• [Assigned task] When a line of the entries contains "Jumping", please list that line.

(Recorded data)

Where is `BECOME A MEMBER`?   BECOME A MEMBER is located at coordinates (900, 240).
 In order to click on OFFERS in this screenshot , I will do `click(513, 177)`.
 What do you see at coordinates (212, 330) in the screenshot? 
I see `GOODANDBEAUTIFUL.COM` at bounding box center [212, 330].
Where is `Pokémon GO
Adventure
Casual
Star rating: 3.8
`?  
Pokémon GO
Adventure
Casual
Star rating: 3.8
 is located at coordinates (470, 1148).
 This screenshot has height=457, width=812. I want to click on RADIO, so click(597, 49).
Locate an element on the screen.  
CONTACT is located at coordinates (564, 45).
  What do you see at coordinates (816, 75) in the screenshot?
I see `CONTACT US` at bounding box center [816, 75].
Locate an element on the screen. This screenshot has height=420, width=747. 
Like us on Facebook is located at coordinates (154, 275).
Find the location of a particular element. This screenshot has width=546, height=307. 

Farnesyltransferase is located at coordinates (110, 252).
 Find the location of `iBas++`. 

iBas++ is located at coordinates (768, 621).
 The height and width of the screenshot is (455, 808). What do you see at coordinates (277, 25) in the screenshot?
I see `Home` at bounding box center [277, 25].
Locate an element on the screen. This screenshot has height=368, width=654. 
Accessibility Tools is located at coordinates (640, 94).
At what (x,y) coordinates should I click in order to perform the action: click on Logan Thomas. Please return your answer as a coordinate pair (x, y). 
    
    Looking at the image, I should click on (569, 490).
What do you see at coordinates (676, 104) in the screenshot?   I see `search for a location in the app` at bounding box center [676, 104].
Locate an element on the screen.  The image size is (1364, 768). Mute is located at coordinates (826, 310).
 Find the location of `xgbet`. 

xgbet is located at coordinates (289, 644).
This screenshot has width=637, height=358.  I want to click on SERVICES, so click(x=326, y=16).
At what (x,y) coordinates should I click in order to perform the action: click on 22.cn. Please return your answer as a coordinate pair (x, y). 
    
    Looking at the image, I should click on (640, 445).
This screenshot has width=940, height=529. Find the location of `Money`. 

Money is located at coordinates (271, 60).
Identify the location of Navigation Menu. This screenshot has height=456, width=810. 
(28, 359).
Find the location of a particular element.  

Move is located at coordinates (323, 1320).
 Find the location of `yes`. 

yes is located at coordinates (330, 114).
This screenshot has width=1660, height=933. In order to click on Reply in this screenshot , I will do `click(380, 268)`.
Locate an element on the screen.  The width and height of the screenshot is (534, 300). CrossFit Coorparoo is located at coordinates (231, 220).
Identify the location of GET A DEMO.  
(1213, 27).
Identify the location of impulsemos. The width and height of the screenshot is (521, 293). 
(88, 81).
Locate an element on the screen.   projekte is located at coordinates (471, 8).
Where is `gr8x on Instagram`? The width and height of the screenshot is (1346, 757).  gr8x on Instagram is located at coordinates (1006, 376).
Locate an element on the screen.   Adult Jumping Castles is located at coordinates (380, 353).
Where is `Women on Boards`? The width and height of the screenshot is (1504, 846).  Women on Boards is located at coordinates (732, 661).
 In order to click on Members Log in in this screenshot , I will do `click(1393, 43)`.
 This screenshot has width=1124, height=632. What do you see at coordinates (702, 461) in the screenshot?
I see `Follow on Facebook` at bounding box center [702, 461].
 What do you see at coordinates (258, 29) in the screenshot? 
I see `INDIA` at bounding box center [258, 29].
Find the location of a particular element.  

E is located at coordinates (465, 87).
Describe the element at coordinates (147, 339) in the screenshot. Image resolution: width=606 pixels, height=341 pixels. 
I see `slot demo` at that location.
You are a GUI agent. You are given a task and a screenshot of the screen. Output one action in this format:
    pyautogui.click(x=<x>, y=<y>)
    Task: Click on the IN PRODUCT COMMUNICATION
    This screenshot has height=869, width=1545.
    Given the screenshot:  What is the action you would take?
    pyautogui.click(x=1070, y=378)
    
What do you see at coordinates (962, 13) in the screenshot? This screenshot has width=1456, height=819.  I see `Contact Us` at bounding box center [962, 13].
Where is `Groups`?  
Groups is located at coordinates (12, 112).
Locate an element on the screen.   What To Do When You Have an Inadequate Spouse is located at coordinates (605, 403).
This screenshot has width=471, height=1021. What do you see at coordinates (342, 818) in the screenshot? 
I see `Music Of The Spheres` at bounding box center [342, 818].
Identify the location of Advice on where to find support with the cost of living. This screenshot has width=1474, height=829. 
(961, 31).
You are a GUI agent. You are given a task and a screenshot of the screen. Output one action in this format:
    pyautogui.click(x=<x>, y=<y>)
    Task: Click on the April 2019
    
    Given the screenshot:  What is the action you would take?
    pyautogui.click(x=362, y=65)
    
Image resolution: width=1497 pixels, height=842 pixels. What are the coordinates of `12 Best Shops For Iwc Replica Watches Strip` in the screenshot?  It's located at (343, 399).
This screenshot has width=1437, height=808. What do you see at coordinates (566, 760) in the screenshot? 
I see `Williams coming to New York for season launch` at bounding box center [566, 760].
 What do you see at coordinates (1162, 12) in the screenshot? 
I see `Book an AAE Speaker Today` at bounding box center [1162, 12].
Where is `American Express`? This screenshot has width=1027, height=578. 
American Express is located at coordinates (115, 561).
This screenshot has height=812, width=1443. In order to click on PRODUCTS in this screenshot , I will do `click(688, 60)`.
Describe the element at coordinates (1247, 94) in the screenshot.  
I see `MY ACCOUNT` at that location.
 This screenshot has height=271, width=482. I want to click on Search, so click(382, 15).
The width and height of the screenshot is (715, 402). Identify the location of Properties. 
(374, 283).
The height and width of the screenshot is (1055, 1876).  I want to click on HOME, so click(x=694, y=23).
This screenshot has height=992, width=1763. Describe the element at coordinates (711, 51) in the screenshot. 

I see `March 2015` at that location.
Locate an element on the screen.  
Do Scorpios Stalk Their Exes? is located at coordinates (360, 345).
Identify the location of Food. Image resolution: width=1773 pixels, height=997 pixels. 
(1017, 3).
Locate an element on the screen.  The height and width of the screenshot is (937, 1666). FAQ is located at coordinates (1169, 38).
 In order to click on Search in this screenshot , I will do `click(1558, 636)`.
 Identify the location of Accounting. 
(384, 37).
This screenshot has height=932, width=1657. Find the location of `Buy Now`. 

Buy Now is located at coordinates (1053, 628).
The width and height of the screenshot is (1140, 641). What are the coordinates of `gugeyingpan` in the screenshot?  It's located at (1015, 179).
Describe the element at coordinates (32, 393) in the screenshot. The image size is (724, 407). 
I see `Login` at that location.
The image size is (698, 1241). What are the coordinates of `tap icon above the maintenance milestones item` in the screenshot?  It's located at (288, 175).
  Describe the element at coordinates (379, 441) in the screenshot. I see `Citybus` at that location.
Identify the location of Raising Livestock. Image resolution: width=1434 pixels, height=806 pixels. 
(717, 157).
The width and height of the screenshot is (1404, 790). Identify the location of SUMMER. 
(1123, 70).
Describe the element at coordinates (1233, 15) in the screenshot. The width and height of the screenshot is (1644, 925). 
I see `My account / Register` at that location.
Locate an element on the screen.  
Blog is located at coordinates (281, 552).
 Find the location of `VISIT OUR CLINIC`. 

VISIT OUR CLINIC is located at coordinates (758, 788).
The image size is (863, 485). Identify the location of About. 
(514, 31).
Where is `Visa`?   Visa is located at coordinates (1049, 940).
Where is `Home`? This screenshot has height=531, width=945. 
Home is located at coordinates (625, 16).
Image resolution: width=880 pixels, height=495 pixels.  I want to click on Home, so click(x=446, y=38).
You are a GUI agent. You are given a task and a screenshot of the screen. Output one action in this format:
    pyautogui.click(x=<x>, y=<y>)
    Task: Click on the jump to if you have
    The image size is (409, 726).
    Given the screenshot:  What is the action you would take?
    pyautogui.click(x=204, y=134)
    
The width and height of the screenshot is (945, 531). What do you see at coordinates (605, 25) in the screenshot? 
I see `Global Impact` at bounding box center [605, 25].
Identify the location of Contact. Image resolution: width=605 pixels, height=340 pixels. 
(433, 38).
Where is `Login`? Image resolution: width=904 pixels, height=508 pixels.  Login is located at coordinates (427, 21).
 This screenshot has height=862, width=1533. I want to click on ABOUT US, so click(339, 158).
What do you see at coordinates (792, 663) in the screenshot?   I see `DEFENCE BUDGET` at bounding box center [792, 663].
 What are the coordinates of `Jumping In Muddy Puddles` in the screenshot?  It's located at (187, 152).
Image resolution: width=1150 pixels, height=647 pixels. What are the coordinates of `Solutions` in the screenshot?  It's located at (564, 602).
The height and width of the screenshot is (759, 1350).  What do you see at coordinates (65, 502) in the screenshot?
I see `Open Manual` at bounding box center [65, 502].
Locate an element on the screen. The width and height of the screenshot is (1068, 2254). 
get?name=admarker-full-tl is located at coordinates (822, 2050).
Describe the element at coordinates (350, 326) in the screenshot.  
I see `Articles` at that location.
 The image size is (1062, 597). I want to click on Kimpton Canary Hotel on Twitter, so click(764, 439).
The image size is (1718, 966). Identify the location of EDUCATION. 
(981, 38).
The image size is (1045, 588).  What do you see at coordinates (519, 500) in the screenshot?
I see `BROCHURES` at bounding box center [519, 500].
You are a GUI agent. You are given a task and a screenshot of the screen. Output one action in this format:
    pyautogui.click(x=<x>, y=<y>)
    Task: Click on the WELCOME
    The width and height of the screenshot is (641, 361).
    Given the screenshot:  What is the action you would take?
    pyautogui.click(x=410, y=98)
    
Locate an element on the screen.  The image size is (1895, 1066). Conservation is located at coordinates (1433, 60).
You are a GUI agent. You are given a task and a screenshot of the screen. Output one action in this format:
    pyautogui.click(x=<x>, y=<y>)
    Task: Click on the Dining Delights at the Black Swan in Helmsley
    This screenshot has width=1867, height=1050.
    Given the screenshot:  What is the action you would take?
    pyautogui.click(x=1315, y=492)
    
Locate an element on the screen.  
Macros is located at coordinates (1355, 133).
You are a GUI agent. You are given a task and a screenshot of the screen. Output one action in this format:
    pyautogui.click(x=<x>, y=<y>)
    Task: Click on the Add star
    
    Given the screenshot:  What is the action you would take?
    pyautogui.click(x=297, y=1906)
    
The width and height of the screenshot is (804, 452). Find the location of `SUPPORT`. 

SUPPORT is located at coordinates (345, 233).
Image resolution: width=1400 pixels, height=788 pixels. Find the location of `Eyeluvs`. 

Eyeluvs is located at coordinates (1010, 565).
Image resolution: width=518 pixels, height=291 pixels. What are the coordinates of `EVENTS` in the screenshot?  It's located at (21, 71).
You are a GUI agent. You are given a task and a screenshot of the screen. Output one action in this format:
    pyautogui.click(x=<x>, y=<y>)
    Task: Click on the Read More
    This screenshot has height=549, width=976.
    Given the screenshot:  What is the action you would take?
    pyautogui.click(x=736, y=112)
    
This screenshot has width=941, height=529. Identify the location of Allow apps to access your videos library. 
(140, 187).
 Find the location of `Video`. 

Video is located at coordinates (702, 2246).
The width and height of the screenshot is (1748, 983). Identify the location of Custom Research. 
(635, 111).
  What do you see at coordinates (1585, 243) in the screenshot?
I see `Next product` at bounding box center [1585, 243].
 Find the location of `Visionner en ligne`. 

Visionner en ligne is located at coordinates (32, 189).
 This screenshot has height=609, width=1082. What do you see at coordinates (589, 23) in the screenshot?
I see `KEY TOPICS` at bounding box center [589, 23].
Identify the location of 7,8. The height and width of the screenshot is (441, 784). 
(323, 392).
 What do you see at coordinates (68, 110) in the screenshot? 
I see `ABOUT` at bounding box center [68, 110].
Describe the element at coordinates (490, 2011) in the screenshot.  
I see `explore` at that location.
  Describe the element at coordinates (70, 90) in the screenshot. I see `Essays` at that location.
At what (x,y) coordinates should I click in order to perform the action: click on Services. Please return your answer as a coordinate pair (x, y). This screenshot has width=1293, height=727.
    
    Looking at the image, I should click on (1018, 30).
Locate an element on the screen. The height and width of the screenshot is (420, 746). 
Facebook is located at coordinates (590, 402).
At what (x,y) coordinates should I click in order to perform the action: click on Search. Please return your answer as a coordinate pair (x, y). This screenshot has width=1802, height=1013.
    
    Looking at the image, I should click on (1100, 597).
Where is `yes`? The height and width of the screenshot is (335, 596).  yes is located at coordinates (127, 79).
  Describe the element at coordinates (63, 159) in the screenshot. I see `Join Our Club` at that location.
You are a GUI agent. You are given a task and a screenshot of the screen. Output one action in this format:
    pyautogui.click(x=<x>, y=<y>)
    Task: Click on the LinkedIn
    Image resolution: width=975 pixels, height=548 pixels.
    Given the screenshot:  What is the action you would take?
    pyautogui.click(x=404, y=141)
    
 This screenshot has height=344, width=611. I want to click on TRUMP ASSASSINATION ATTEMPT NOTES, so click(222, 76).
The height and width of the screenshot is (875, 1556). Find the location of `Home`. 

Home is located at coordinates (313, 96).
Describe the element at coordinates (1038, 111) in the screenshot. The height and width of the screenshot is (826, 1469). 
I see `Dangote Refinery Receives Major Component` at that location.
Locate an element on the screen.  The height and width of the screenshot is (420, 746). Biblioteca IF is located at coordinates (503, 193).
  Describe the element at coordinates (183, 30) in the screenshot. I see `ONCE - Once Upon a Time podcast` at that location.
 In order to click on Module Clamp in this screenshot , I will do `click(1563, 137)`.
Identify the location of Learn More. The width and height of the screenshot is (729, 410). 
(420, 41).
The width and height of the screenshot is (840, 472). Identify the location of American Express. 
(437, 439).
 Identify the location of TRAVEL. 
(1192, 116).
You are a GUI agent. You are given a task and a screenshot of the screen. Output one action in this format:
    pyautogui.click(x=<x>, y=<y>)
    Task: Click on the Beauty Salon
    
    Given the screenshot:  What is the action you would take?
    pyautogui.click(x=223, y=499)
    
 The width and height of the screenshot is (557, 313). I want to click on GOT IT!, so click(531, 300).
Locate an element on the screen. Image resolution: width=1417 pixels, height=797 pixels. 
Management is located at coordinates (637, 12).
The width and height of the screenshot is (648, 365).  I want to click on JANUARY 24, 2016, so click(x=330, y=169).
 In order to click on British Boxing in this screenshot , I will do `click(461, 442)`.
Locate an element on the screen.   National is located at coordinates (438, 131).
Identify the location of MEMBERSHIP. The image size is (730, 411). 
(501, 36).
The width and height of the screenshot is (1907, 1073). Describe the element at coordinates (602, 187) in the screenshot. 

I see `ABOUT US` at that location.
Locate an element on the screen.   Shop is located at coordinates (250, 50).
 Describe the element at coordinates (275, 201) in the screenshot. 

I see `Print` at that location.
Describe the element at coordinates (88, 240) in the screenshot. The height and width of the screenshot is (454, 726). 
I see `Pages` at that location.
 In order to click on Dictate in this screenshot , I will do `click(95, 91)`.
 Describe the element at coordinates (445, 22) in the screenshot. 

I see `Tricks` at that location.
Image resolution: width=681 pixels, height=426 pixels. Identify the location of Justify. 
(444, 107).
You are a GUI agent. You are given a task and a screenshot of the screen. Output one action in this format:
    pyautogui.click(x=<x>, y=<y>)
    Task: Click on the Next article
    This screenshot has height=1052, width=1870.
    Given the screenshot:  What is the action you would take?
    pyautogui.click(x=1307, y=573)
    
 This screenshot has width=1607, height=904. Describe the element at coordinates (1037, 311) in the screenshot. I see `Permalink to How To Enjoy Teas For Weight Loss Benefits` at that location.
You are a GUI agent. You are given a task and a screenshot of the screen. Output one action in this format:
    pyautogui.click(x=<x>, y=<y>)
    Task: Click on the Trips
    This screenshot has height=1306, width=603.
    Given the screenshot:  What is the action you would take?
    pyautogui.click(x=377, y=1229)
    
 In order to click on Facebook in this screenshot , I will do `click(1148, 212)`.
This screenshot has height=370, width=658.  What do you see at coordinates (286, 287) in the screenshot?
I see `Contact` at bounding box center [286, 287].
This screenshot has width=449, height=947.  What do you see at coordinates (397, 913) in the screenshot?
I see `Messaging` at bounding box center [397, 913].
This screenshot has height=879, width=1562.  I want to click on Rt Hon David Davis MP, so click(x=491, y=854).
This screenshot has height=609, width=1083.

• [Solved problem]
Locate an element on the screen.   Adult Jumping Castles is located at coordinates (380, 353).
 What are the coordinates of `Jumping In Muddy Puddles` in the screenshot?  It's located at (187, 152).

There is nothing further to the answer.